The go-ahead has been given for the world’s biggest offshore wind farm to be built just 80 miles off the Yorkshire coast. The scheme will see 400 turbines spaced over 430 square miles and will cost taxpayers £10.5 billion in subsidies, but it will only supply 2.5 percent of Britain’s energy needs – on a good day.
Ed Davey, the Liberal Democrat Energy Secretary, has granted planning permission for the scheme to be erected on Dogger Bank in the North Sea, saying: “Making the most of Britain’s homegrown energy is creating jobs and businesses in the UK, getting the best deal for consumers and reducing our reliance on foreign imports. Wind power is vital to this plan, with £14.5billion invested since 2010 into an industry which supports 35,400 jobs,” the Daily Mail has reported.
When complete the wind farm, known as Creyke Beck, will be twice the size of the London Array, the world’s current largest wind farm. And it could grow even bigger if nearby Dogger Bank Teeside is also given the go-ahead.

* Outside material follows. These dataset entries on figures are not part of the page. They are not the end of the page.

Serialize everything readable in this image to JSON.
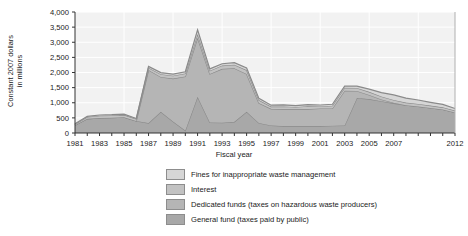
{
  "chart_data": {
    "type": "area",
    "stacked": true,
    "title": "",
    "xlabel": "Fiscal year",
    "ylabel": "Constant 2007 dollars in millions",
    "ylabel_lines": [
      "Constant 2007 dollars",
      "in millions"
    ],
    "ylim": [
      0,
      4000
    ],
    "ytick_values": [
      0,
      500,
      1000,
      1500,
      2000,
      2500,
      3000,
      3500,
      4000
    ],
    "ytick_labels": [
      "0",
      "500",
      "1,000",
      "1,500",
      "2,000",
      "2,500",
      "3,000",
      "3,500",
      "4,000"
    ],
    "grid": true,
    "legend_position": "bottom",
    "x": [
      1981,
      1982,
      1983,
      1984,
      1985,
      1986,
      1987,
      1988,
      1989,
      1990,
      1991,
      1992,
      1993,
      1994,
      1995,
      1996,
      1997,
      1998,
      1999,
      2000,
      2001,
      2002,
      2003,
      2004,
      2005,
      2006,
      2007,
      2008,
      2009,
      2010,
      2011,
      2012
    ],
    "xtick_labels": [
      "1981",
      "1983",
      "1985",
      "1987",
      "1989",
      "1991",
      "1993",
      "1995",
      "1997",
      "1999",
      "2001",
      "2003",
      "2005",
      "2007",
      "2012"
    ],
    "xtick_values": [
      1981,
      1983,
      1985,
      1987,
      1989,
      1991,
      1993,
      1995,
      1997,
      1999,
      2001,
      2003,
      2005,
      2007,
      2012
    ],
    "series": [
      {
        "name": "General fund (taxes paid by public)",
        "color": "#a8a8a8",
        "values": [
          260,
          470,
          500,
          505,
          520,
          400,
          330,
          700,
          380,
          80,
          1200,
          350,
          340,
          370,
          700,
          330,
          250,
          230,
          230,
          230,
          230,
          240,
          250,
          1160,
          1120,
          1050,
          980,
          920,
          880,
          830,
          780,
          680
        ]
      },
      {
        "name": "Dedicated funds (taxes on hazardous waste producers)",
        "color": "#b5b5b5",
        "values": [
          0,
          0,
          0,
          0,
          0,
          0,
          1750,
          1150,
          1420,
          1790,
          1950,
          1600,
          1780,
          1770,
          1250,
          660,
          550,
          560,
          560,
          560,
          580,
          570,
          1150,
          230,
          140,
          60,
          20,
          0,
          0,
          0,
          0,
          0
        ]
      },
      {
        "name": "Interest",
        "color": "#c2c2c2",
        "values": [
          30,
          60,
          70,
          75,
          80,
          60,
          80,
          95,
          95,
          100,
          120,
          110,
          110,
          120,
          130,
          100,
          75,
          90,
          70,
          95,
          70,
          90,
          95,
          100,
          100,
          95,
          90,
          85,
          80,
          75,
          70,
          60
        ]
      },
      {
        "name": "Fines for inappropriate waste management",
        "color": "#d6d6d6",
        "values": [
          15,
          20,
          25,
          25,
          25,
          20,
          40,
          50,
          50,
          55,
          140,
          60,
          60,
          65,
          70,
          55,
          45,
          50,
          45,
          55,
          45,
          50,
          55,
          60,
          90,
          130,
          170,
          150,
          130,
          110,
          95,
          70
        ]
      }
    ],
    "legend_entries": [
      {
        "label": "Fines for inappropriate waste management",
        "color": "#d6d6d6"
      },
      {
        "label": "Interest",
        "color": "#c2c2c2"
      },
      {
        "label": "Dedicated funds (taxes on hazardous waste producers)",
        "color": "#b5b5b5"
      },
      {
        "label": "General fund (taxes paid by public)",
        "color": "#a8a8a8"
      }
    ]
  }
}
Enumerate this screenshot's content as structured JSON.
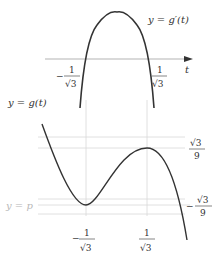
{
  "upper_graph": {
    "label": "y = g′(t)",
    "axis_label": "t",
    "roots": [
      {
        "num": "1",
        "den": "√3",
        "sign": "−"
      },
      {
        "num": "1",
        "den": "√3",
        "sign": ""
      }
    ]
  },
  "lower_graph": {
    "label": "y = g(t)",
    "line_label": "y = p",
    "x_ticks": [
      {
        "num": "1",
        "den": "√3",
        "sign": "−"
      },
      {
        "num": "1",
        "den": "√3",
        "sign": ""
      }
    ],
    "y_ticks": [
      {
        "num": "√3",
        "den": "9",
        "sign": ""
      },
      {
        "num": "√3",
        "den": "9",
        "sign": "−"
      }
    ]
  },
  "colors": {
    "curve": "#333333",
    "grid": "#d8d8d8",
    "muted_label": "#b8b8b8"
  }
}
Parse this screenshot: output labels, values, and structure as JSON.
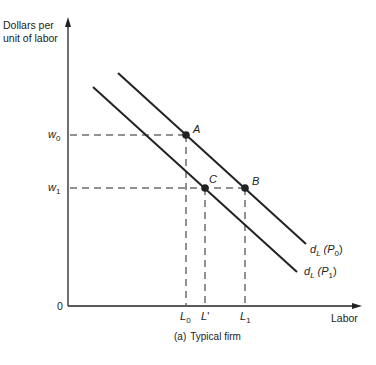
{
  "figure": {
    "caption_prefix": "(a)",
    "caption_text": "Typical firm"
  },
  "axes": {
    "y_label_line1": "Dollars per",
    "y_label_line2": "unit of labor",
    "x_label": "Labor",
    "origin_label": "0"
  },
  "y_ticks": [
    {
      "base": "w",
      "sub": "0"
    },
    {
      "base": "w",
      "sub": "1"
    }
  ],
  "x_ticks": [
    {
      "base": "L",
      "sub": "0",
      "prime": ""
    },
    {
      "base": "L",
      "sub": "",
      "prime": "'"
    },
    {
      "base": "L",
      "sub": "1",
      "prime": ""
    }
  ],
  "points": {
    "A": "A",
    "B": "B",
    "C": "C"
  },
  "curves": {
    "upper": {
      "base": "d",
      "sub": "L",
      "arg": "(P",
      "arg_sub": "0",
      "close": ")"
    },
    "lower": {
      "base": "d",
      "sub": "L",
      "arg": "(P",
      "arg_sub": "1",
      "close": ")"
    }
  },
  "colors": {
    "ink": "#222222",
    "background": "#ffffff"
  }
}
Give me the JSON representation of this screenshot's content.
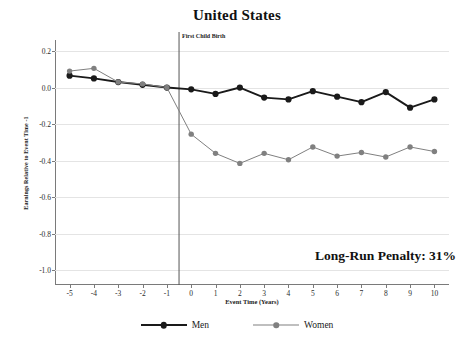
{
  "chart_data": {
    "type": "line",
    "title": "United States",
    "xlabel": "Event Time (Years)",
    "ylabel": "Earnings Relative to Event Time -1",
    "x": [
      -5,
      -4,
      -3,
      -2,
      -1,
      0,
      1,
      2,
      3,
      4,
      5,
      6,
      7,
      8,
      9,
      10
    ],
    "xlim": [
      -5.6,
      10.6
    ],
    "ylim": [
      -1.08,
      0.26
    ],
    "yticks": [
      0.2,
      0.0,
      -0.2,
      -0.4,
      -0.6,
      -0.8,
      -1.0
    ],
    "ytick_labels": [
      "0.2",
      "0.0",
      "-0.2",
      "-0.4",
      "-0.6",
      "-0.8",
      "-1.0"
    ],
    "xtick_labels": [
      "-5",
      "-4",
      "-3",
      "-2",
      "-1",
      "0",
      "1",
      "2",
      "3",
      "4",
      "5",
      "6",
      "7",
      "8",
      "9",
      "10"
    ],
    "grid": true,
    "legend_position": "below",
    "series": [
      {
        "name": "Men",
        "color": "#1a1a1a",
        "marker": "circle",
        "values": [
          0.065,
          0.05,
          0.03,
          0.015,
          0.0,
          -0.01,
          -0.035,
          0.0,
          -0.055,
          -0.065,
          -0.02,
          -0.05,
          -0.08,
          -0.025,
          -0.11,
          -0.065
        ]
      },
      {
        "name": "Women",
        "color": "#808080",
        "marker": "circle",
        "values": [
          0.09,
          0.105,
          0.03,
          0.02,
          0.0,
          -0.255,
          -0.36,
          -0.415,
          -0.36,
          -0.395,
          -0.325,
          -0.375,
          -0.355,
          -0.38,
          -0.325,
          -0.35
        ]
      }
    ],
    "annotations": [
      {
        "id": "event-line",
        "text": "First Child Birth",
        "x": -0.5,
        "type": "vertical-line"
      },
      {
        "id": "penalty",
        "text": "Long-Run Penalty: 31%",
        "type": "text"
      }
    ]
  },
  "legend": {
    "entries": [
      {
        "label": "Men",
        "color": "#1a1a1a"
      },
      {
        "label": "Women",
        "color": "#808080"
      }
    ]
  },
  "colors": {
    "men": "#1a1a1a",
    "women": "#808080",
    "axis": "#7a7a7a",
    "grid": "#e4e4e4",
    "event_line": "#555555",
    "background": "#ffffff"
  }
}
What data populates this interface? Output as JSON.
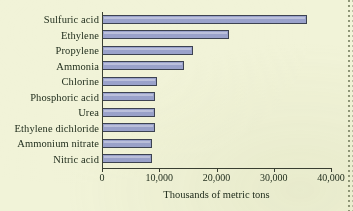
{
  "chart_data": {
    "type": "bar",
    "orientation": "horizontal",
    "title": "",
    "xlabel": "Thousands of metric tons",
    "ylabel": "",
    "xlim": [
      0,
      40000
    ],
    "xticks": [
      0,
      10000,
      20000,
      30000,
      40000
    ],
    "xtick_labels": [
      "0",
      "10,000",
      "20,000",
      "30,000",
      "40,000"
    ],
    "grid": false,
    "legend": false,
    "categories": [
      "Sulfuric acid",
      "Ethylene",
      "Propylene",
      "Ammonia",
      "Chlorine",
      "Phosphoric acid",
      "Urea",
      "Ethylene dichloride",
      "Ammonium nitrate",
      "Nitric acid"
    ],
    "values": [
      35800,
      22200,
      15900,
      14300,
      9600,
      9300,
      9300,
      9300,
      8800,
      8700
    ],
    "bar_color": "#9aa2cb",
    "bar_edge_color": "#3d4352",
    "background_color": "#f1f3d8",
    "axis_color": "#3a4032",
    "text_color": "#23301f"
  }
}
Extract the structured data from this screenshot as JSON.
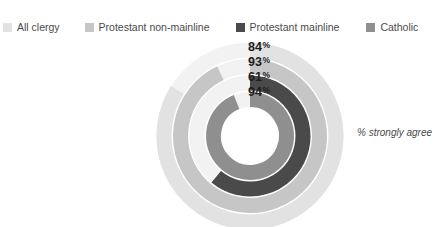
{
  "title_clipped": "",
  "legend": {
    "items": [
      {
        "label": "All clergy",
        "color": "#e2e2e2",
        "swatch_name": "legend-swatch-all-clergy"
      },
      {
        "label": "Protestant non-mainline",
        "color": "#c6c6c6",
        "swatch_name": "legend-swatch-protestant-non-mainline"
      },
      {
        "label": "Protestant mainline",
        "color": "#4a4a4a",
        "swatch_name": "legend-swatch-protestant-mainline"
      },
      {
        "label": "Catholic",
        "color": "#8f8f8f",
        "swatch_name": "legend-swatch-catholic"
      }
    ]
  },
  "value_labels": [
    {
      "value": "84",
      "suffix": "%"
    },
    {
      "value": "93",
      "suffix": "%"
    },
    {
      "value": "61",
      "suffix": "%"
    },
    {
      "value": "94",
      "suffix": "%"
    }
  ],
  "annotation": "% strongly agree",
  "chart_data": {
    "type": "bar",
    "subtype": "radial-bar",
    "title": "",
    "xlabel": "",
    "ylabel": "% strongly agree",
    "units": "percent",
    "ylim": [
      0,
      100
    ],
    "grid": false,
    "legend_position": "top",
    "start_angle_deg": 0,
    "direction": "clockwise",
    "categories": [
      "All clergy",
      "Protestant non-mainline",
      "Protestant mainline",
      "Catholic"
    ],
    "values": [
      84,
      93,
      61,
      94
    ],
    "ring_order_outer_to_inner": [
      "All clergy",
      "Protestant non-mainline",
      "Protestant mainline",
      "Catholic"
    ],
    "series": [
      {
        "name": "% strongly agree",
        "points": [
          {
            "category": "All clergy",
            "value": 84,
            "label": "84%",
            "color": "#e2e2e2",
            "ring": 1,
            "track_color": "#f2f2f2"
          },
          {
            "category": "Protestant non-mainline",
            "value": 93,
            "label": "93%",
            "color": "#c6c6c6",
            "ring": 2,
            "track_color": "#f2f2f2"
          },
          {
            "category": "Protestant mainline",
            "value": 61,
            "label": "61%",
            "color": "#4a4a4a",
            "ring": 3,
            "track_color": "#f2f2f2"
          },
          {
            "category": "Catholic",
            "value": 94,
            "label": "94%",
            "color": "#8f8f8f",
            "ring": 4,
            "track_color": "#f2f2f2"
          }
        ]
      }
    ]
  },
  "geometry": {
    "cx": 95,
    "cy": 104,
    "rings": [
      {
        "r": 86,
        "w": 15
      },
      {
        "r": 69.5,
        "w": 15
      },
      {
        "r": 53,
        "w": 15
      },
      {
        "r": 36.5,
        "w": 15
      }
    ]
  }
}
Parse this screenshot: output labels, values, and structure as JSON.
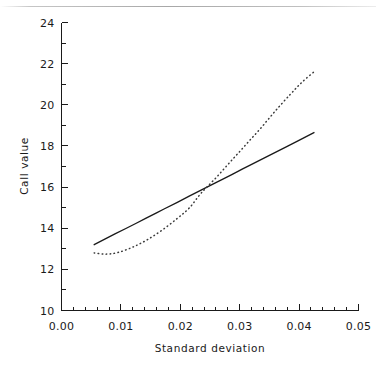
{
  "chart_data": {
    "type": "line",
    "title": "",
    "xlabel": "Standard deviation",
    "ylabel": "Call value",
    "xlim": [
      0.0,
      0.05
    ],
    "ylim": [
      10,
      24
    ],
    "xticks": [
      0.0,
      0.01,
      0.02,
      0.03,
      0.04,
      0.05
    ],
    "xticklabels": [
      "0.00",
      "0.01",
      "0.02",
      "0.03",
      "0.04",
      "0.05"
    ],
    "yticks": [
      10,
      12,
      14,
      16,
      18,
      20,
      22,
      24
    ],
    "yticklabels": [
      "10",
      "12",
      "14",
      "16",
      "18",
      "20",
      "22",
      "24"
    ],
    "x_minor_per_major": 5,
    "y_minor_per_major": 2,
    "grid": false,
    "legend": "none",
    "series": [
      {
        "name": "solid-line",
        "style": "solid",
        "color": "#1a1a1a",
        "x": [
          0.0055,
          0.009,
          0.0125,
          0.016,
          0.0195,
          0.0235,
          0.027,
          0.0305,
          0.034,
          0.038,
          0.0425
        ],
        "y": [
          13.2,
          13.72,
          14.23,
          14.75,
          15.26,
          15.85,
          16.36,
          16.88,
          17.39,
          17.98,
          18.65
        ]
      },
      {
        "name": "dotted-curve",
        "style": "dotted",
        "color": "#3a3a3a",
        "x": [
          0.0055,
          0.0075,
          0.0095,
          0.012,
          0.0145,
          0.017,
          0.0195,
          0.0215,
          0.0235,
          0.026,
          0.0285,
          0.031,
          0.0335,
          0.036,
          0.0385,
          0.0405,
          0.0425
        ],
        "y": [
          12.8,
          12.74,
          12.82,
          13.08,
          13.45,
          13.92,
          14.48,
          14.98,
          15.7,
          16.45,
          17.25,
          18.05,
          18.85,
          19.7,
          20.5,
          21.1,
          21.6
        ]
      }
    ]
  },
  "axis_labels": {
    "x_title": "Standard deviation",
    "y_title": "Call value"
  }
}
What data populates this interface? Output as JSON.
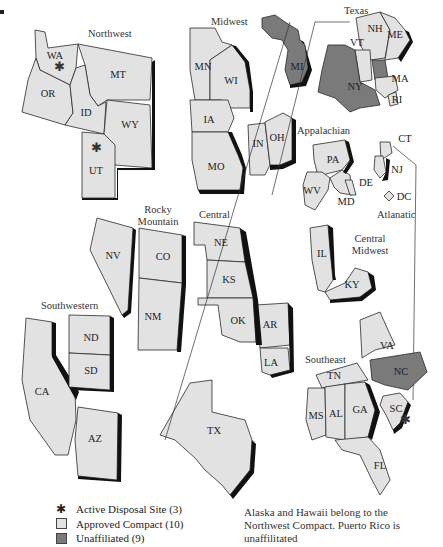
{
  "colors": {
    "approved": "#e2e2e2",
    "unaffiliated": "#7a7a7a",
    "shadow": "#111111",
    "outline": "#2a2a2a"
  },
  "regions": [
    {
      "name": "Northwest",
      "states": [
        "WA",
        "OR",
        "ID",
        "MT",
        "WY",
        "UT"
      ]
    },
    {
      "name": "Midwest",
      "states": [
        "MN",
        "WI",
        "IA",
        "MO",
        "IN",
        "OH"
      ]
    },
    {
      "name": "Texas",
      "states": [
        "TX",
        "VT"
      ]
    },
    {
      "name": "Rocky Mountain",
      "states": [
        "NV",
        "CO",
        "NM"
      ]
    },
    {
      "name": "Central",
      "states": [
        "NE",
        "KS",
        "OK",
        "AR",
        "LA"
      ]
    },
    {
      "name": "Southwestern",
      "states": [
        "CA",
        "AZ",
        "ND",
        "SD"
      ]
    },
    {
      "name": "Appalachian",
      "states": [
        "PA",
        "WV",
        "MD",
        "DE"
      ]
    },
    {
      "name": "Atlanatic",
      "states": [
        "CT",
        "NJ",
        "SC"
      ]
    },
    {
      "name": "Central Midwest",
      "states": [
        "IL",
        "KY"
      ]
    },
    {
      "name": "Southeast",
      "states": [
        "TN",
        "MS",
        "AL",
        "GA",
        "FL",
        "VA"
      ]
    }
  ],
  "region_labels": {
    "northwest": "Northwest",
    "midwest": "Midwest",
    "texas": "Texas",
    "rocky": "Rocky Mountain",
    "central": "Central",
    "southwestern": "Southwestern",
    "appalachian": "Appalachian",
    "atlantic": "Atlanatic",
    "central_midwest": "Central Midwest",
    "southeast": "Southeast"
  },
  "state_labels": {
    "WA": "WA",
    "OR": "OR",
    "ID": "ID",
    "MT": "MT",
    "WY": "WY",
    "UT": "UT",
    "MN": "MN",
    "WI": "WI",
    "IA": "IA",
    "MO": "MO",
    "IN": "IN",
    "OH": "OH",
    "MI": "MI",
    "NH": "NH",
    "ME": "ME",
    "VT": "VT",
    "NY": "NY",
    "MA": "MA",
    "RI": "RI",
    "NV": "NV",
    "CO": "CO",
    "NM": "NM",
    "NE": "NE",
    "KS": "KS",
    "OK": "OK",
    "AR": "AR",
    "LA": "LA",
    "ND": "ND",
    "SD": "SD",
    "CA": "CA",
    "AZ": "AZ",
    "TX": "TX",
    "PA": "PA",
    "WV": "WV",
    "MD": "MD",
    "DE": "DE",
    "CT": "CT",
    "NJ": "NJ",
    "DC": "DC",
    "IL": "IL",
    "KY": "KY",
    "TN": "TN",
    "MS": "MS",
    "AL": "AL",
    "GA": "GA",
    "FL": "FL",
    "VA": "VA",
    "NC": "NC",
    "SC": "SC"
  },
  "unaffiliated_states": [
    "MI",
    "NY",
    "NH-MA",
    "NC",
    "DC"
  ],
  "active_disposal_sites": [
    "WA",
    "UT",
    "SC"
  ],
  "legend": {
    "active_site": "Active Disposal Site (3)",
    "approved": "Approved Compact (10)",
    "unaffiliated": "Unaffiliated (9)"
  },
  "note": "Alaska and Hawaii belong to the Northwest Compact. Puerto Rico is unaffilitated"
}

Currently, there are 1,200 wind turbines in British waters, but the government has indicated that it would like to see this increased to 3,000 by 2020. However, the Royal Academy of Engineering has calculated that each turbine built offshore costs taxpayers an extra £300,000 a year in public subsidies.
The building costs for Creyke Beck are expected to amount to £8 billion, to be borne by Forewind, a consortium made up of energy companies SSE, RWE, Statkraft and Statoil. But inclusion in the government’s subsidy program ‘Contracts for Difference’ would see the companies granted a fixed price for the energy they generate, guaranteeing them payment of £10.5 billion over 15 years, amounting to £700 million a year.
The decision on whether or not to include Creyke Beck within the Contracts for Difference program won’t be made until 2017, and will be the decision of whoever is Energy Secretary at the time. Forewind has indicated that it will not start construction unless the wind farm is included in the scheme.
But industry experts have warned that the size of the scheme is so large that it could disfigure the British economy. “The Creyke Beck offshore wind farm would receive about £700million a year, and all drawn from consumer bills,” said Dr John Constable, director of Renewable Energy Foundation.
“Additional energy costs on this scale will affect the course of British economic history, and not for the better. The last time public subsidies on this scale were directed towards a single industry it was called British Leyland [a failed part-nationalised car company]. Arguably, not a good omen.”